Q&A: Tap Water on the Sabbath and an Inevitable Result
Tap Water on the Sabbath and an Inevitable Result
Question
Honorable Rabbi, hello,
I am wondering: how is it permitted to open and close a tap on the Sabbath? After all, this involves a purchase and an entry being made in the water account. Seemingly, there is both buying on the Sabbath and the prohibited labor of writing here. Do people rely here on the fact that it is “not beneficial to him”? Why? After all, the ruling is generally not to rule like Rabbi Shimon.
Thank you very much,
Answer
Why don’t you ask on the website?
This is not a form of purchase, and there is no reason to prohibit it. It is use of a service for which payment follows. The recording is done unintentionally and automatically, and in fact, as I understand it, there is no writing here at all (not even automatic writing). But beyond all the pilpul, it is clear that there is no practical sense in prohibiting this, and this is not what the Sages decreed.
As for Rabbi Shimon, I did not understand your comment. According to all halakhic decisors, the Jewish law in the case of an unintended act follows Rabbi Shimon (only regarding labor not needed for its own purpose, according to Maimonides, the ruling follows Rabbi Yehuda).
Discussion on Answer
As an outside observer, I actually thought of a different problem: the person opening the tap is himself using and activating electric water pumps. How is that different from turning on a light yourself on the Sabbath?
Usually that’s not what happens. The pumps raise water to reservoirs, and the tap draws from there.
If the water were coming out of the tap by the force of gravitational potential energy or from height differences, then the tap would not have the pressure you can see that it does. And second, there are lots of horizontal pipes that bring the water long distances from the water tower. And the farther you get from the tower, the pressure drops, because those who are close benefit from it and those who are far do not.
And who says the water at the top of the tower does not run out? So indirectly the tower is filled on the Sabbath just as electrical energy is generated on the Sabbath when a light is switched on.
Only with electronic water meters *might* there be a problem.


◆ WORK TO BE COMPLETED: Look through the entries below and return all lines including the word "background".

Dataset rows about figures

··········

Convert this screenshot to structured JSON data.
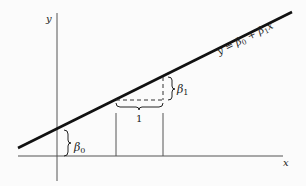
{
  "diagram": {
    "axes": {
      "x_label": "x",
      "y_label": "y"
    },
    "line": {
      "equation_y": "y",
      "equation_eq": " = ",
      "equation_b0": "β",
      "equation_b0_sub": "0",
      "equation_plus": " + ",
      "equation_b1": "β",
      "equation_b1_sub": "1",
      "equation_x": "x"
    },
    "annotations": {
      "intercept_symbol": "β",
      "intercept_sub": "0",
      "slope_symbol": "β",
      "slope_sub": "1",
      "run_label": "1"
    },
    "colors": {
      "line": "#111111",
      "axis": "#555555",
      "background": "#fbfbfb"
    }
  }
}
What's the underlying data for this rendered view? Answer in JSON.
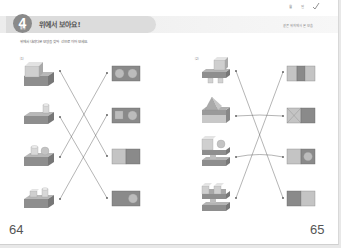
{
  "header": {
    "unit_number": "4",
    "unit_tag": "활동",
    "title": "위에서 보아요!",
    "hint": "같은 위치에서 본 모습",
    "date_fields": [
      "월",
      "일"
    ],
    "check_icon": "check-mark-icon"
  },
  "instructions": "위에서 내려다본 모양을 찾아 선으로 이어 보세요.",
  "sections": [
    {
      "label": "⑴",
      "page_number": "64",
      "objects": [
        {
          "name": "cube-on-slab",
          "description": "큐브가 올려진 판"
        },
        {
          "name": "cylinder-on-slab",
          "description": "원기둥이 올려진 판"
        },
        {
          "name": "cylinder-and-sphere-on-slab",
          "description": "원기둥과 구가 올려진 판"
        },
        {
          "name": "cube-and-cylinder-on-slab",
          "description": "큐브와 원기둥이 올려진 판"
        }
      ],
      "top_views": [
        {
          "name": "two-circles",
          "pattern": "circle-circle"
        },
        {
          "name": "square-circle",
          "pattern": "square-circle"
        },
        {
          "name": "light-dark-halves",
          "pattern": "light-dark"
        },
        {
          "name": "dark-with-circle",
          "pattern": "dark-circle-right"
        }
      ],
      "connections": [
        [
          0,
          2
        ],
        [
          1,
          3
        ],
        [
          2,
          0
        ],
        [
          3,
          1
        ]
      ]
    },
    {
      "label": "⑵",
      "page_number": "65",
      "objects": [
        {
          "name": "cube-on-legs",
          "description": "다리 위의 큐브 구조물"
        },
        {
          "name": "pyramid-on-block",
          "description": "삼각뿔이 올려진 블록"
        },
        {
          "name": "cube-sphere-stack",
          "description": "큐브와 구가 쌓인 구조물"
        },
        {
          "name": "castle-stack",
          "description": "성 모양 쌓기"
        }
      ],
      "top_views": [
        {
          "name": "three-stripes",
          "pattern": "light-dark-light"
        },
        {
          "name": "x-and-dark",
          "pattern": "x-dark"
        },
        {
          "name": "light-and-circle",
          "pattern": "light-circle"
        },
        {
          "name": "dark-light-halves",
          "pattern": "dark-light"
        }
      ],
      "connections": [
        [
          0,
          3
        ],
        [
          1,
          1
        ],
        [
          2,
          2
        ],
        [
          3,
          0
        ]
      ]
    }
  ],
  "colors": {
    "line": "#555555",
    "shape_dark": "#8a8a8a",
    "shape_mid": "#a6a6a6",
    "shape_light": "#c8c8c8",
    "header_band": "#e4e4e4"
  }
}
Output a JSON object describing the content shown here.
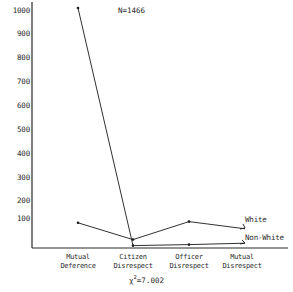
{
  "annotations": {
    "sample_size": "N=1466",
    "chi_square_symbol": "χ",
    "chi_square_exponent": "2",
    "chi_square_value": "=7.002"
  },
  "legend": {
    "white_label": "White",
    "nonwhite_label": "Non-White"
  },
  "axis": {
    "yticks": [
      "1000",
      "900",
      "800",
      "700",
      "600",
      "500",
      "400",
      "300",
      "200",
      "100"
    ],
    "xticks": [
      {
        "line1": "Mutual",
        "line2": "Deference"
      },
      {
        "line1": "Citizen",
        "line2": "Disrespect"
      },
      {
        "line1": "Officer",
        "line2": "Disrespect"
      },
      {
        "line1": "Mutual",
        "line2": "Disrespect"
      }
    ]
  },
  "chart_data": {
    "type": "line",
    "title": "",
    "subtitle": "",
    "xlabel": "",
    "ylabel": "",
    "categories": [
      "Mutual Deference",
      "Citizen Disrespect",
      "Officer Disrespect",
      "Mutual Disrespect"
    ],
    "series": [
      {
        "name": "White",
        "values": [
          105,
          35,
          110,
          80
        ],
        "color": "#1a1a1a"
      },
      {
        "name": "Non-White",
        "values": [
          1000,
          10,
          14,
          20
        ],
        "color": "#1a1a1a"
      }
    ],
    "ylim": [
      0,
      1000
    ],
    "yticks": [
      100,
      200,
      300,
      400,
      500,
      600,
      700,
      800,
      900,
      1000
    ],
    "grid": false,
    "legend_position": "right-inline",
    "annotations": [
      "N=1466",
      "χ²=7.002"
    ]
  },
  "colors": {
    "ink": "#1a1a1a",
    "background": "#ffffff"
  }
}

··········

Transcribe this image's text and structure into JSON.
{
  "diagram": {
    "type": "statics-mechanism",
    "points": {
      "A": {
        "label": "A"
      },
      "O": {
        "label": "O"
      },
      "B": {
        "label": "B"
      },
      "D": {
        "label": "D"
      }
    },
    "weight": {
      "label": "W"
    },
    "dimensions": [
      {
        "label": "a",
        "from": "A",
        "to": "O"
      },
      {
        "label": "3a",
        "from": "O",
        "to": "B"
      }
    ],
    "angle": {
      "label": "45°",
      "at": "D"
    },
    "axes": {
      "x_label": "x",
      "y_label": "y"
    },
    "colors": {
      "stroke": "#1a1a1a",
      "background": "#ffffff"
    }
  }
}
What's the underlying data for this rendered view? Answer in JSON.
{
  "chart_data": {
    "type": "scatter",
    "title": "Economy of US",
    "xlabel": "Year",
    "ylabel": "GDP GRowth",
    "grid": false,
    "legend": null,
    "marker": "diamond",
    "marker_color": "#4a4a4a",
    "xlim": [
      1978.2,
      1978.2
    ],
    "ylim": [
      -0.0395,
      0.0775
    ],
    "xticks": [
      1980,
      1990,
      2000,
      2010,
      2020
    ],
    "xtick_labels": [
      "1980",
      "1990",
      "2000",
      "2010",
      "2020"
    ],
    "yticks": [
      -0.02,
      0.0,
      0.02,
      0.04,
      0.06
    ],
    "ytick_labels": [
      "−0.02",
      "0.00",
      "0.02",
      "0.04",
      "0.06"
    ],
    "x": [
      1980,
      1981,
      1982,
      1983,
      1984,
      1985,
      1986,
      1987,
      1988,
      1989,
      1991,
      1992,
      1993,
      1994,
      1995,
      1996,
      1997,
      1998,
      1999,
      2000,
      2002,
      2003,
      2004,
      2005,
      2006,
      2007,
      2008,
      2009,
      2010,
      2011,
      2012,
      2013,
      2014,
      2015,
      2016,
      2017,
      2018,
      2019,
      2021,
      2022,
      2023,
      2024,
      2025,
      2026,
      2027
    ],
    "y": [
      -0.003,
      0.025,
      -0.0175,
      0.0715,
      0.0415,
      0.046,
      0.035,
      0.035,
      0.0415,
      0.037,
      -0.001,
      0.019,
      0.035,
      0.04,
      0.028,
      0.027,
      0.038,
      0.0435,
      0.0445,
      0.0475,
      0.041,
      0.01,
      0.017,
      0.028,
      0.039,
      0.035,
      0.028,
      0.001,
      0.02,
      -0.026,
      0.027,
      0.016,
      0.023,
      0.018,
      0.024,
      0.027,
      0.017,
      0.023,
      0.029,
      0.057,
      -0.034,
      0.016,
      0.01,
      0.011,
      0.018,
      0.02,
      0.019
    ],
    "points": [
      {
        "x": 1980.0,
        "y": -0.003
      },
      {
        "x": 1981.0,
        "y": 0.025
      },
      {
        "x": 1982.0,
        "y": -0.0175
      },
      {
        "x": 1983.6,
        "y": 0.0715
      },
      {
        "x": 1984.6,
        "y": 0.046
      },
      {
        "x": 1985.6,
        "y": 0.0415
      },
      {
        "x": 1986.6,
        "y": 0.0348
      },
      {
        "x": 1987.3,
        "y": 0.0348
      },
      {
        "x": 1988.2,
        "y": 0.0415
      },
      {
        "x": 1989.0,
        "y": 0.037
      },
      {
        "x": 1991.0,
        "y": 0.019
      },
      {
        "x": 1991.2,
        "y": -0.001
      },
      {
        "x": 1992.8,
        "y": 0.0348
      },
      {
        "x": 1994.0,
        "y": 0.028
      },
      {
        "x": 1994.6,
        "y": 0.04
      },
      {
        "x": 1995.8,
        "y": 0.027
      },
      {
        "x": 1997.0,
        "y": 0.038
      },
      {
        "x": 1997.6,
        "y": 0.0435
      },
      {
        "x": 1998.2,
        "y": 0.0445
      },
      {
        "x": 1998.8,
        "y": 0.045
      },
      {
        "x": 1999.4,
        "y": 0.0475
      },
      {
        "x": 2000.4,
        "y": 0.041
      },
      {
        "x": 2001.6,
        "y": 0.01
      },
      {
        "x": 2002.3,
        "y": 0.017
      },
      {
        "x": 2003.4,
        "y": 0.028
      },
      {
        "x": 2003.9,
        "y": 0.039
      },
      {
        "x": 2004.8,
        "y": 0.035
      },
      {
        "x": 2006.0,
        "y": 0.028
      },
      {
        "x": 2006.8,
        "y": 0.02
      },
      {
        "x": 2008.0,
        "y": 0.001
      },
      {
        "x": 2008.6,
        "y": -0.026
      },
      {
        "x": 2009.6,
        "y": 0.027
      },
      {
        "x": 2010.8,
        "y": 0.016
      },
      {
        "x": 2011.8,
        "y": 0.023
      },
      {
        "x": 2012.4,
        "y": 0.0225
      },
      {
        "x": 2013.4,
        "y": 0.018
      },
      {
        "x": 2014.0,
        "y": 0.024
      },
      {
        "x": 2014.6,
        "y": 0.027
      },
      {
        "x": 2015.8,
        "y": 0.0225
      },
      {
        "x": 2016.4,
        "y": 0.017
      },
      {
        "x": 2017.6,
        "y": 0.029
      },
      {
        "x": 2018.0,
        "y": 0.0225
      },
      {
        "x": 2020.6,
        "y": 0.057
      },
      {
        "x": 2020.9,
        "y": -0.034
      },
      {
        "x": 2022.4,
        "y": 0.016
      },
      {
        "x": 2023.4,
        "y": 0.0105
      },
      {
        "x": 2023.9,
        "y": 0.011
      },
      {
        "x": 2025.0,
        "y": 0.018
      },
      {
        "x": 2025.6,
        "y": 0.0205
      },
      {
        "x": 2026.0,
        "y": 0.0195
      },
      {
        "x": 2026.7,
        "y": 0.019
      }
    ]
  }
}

··········

◆ SOLUTION FOR THIS PROBLEM:
      "background": "#fbfbfb"
    "background": "#ffffff"
      "background": "#ffffff"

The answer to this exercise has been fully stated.